This whole scenario has nothing to do with self-defense. First off, the 90% did not have their rights to self-defense violated by some foreigners. They were violated by the government, which forbids people from defending themselves and arrogates responsibility for defense to itself.
Can you imagine a private company taking this approach? No security firm would ever forbid you from stopping a burglar at your door. No supermarket would forbid you from growing your own food. No car company would forbid you from walking. Nor would anyone buy products from companies that adopted such tyrannical policies.
Yet the government forbids you from acting in self-defense. That alone shows that it works by force, not by the wishes of its citizens (as you claim). As a consequence of this government violation of people's rights, some foreign criminals attacked and the people could not defend themselves. The government, incompetent as always, failed to defend them either.
Since the violation of rights comes from the government, any consequent actions it may take are also illegitimate. Unsurprisingly, they are further violations of rights, in this case the rights of the foreigners it attacks in order to justify its usurpation of your rights.
Bombing a foreign country is not about not self-defense. It's not even about bringing the perpetrators to justice. No, bombing is, as you say, about retaliation. About revenge. How exactly does killing more innocents, in this case Afghani peasants, serve the cause of justice?

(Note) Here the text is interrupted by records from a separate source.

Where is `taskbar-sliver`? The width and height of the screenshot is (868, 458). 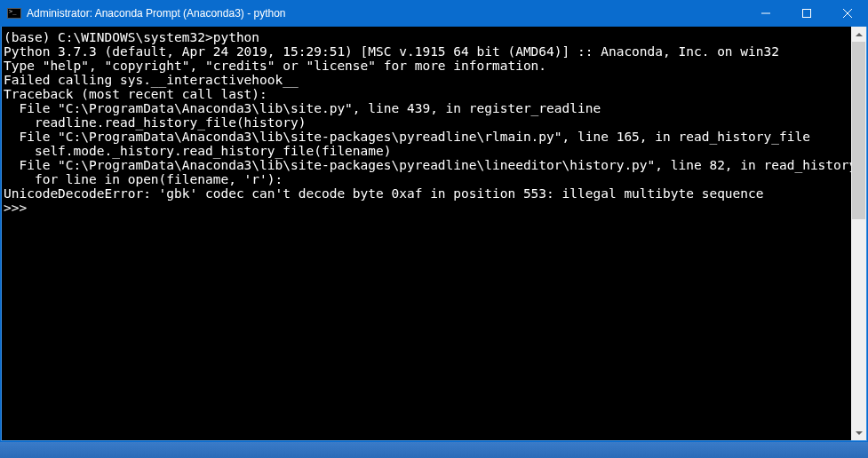
taskbar-sliver is located at coordinates (434, 450).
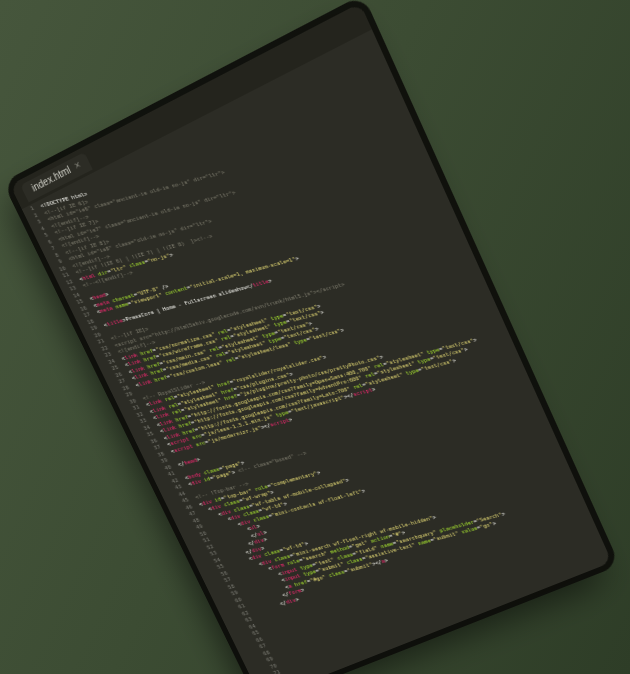 The image size is (630, 674). Describe the element at coordinates (52, 178) in the screenshot. I see `tab-title: index.html` at that location.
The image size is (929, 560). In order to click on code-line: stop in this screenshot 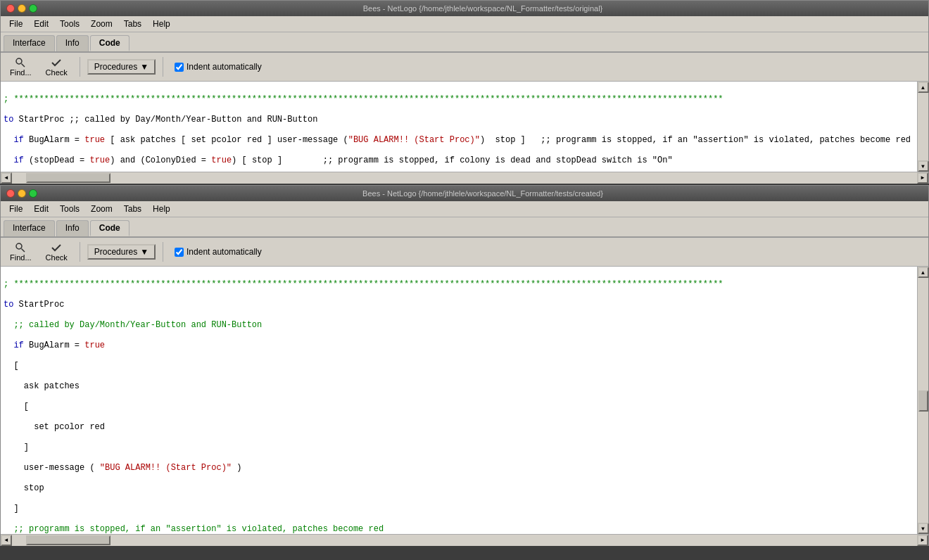, I will do `click(459, 488)`.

Of course, none of this addresses the original point I made anymore than your response does. The government violated my right to self-defense. Why am I forced to support the wars it undertakes to justify that usurpation of my rights?
what I meant by "self-defense" is national defense. On the individual rights level, retaliatory violence is not initiated violence, hence is justified against anybody. So, on the national level, retaliatory war against any entity that attacked American citizens is justified.
Since Demidog brought up the issue of consent to foreign policy, I pointed out to him that we as a nation can have only one foreign policy. So no matter what our foreign policy is, there will be some who are unhappy with it. My position in that is that in matters of foreign policy the government should do whatever it thinks our national interest is, and the voters can provide a correction every election cycle. That is not the same as saying that it should do whatever the majority wants.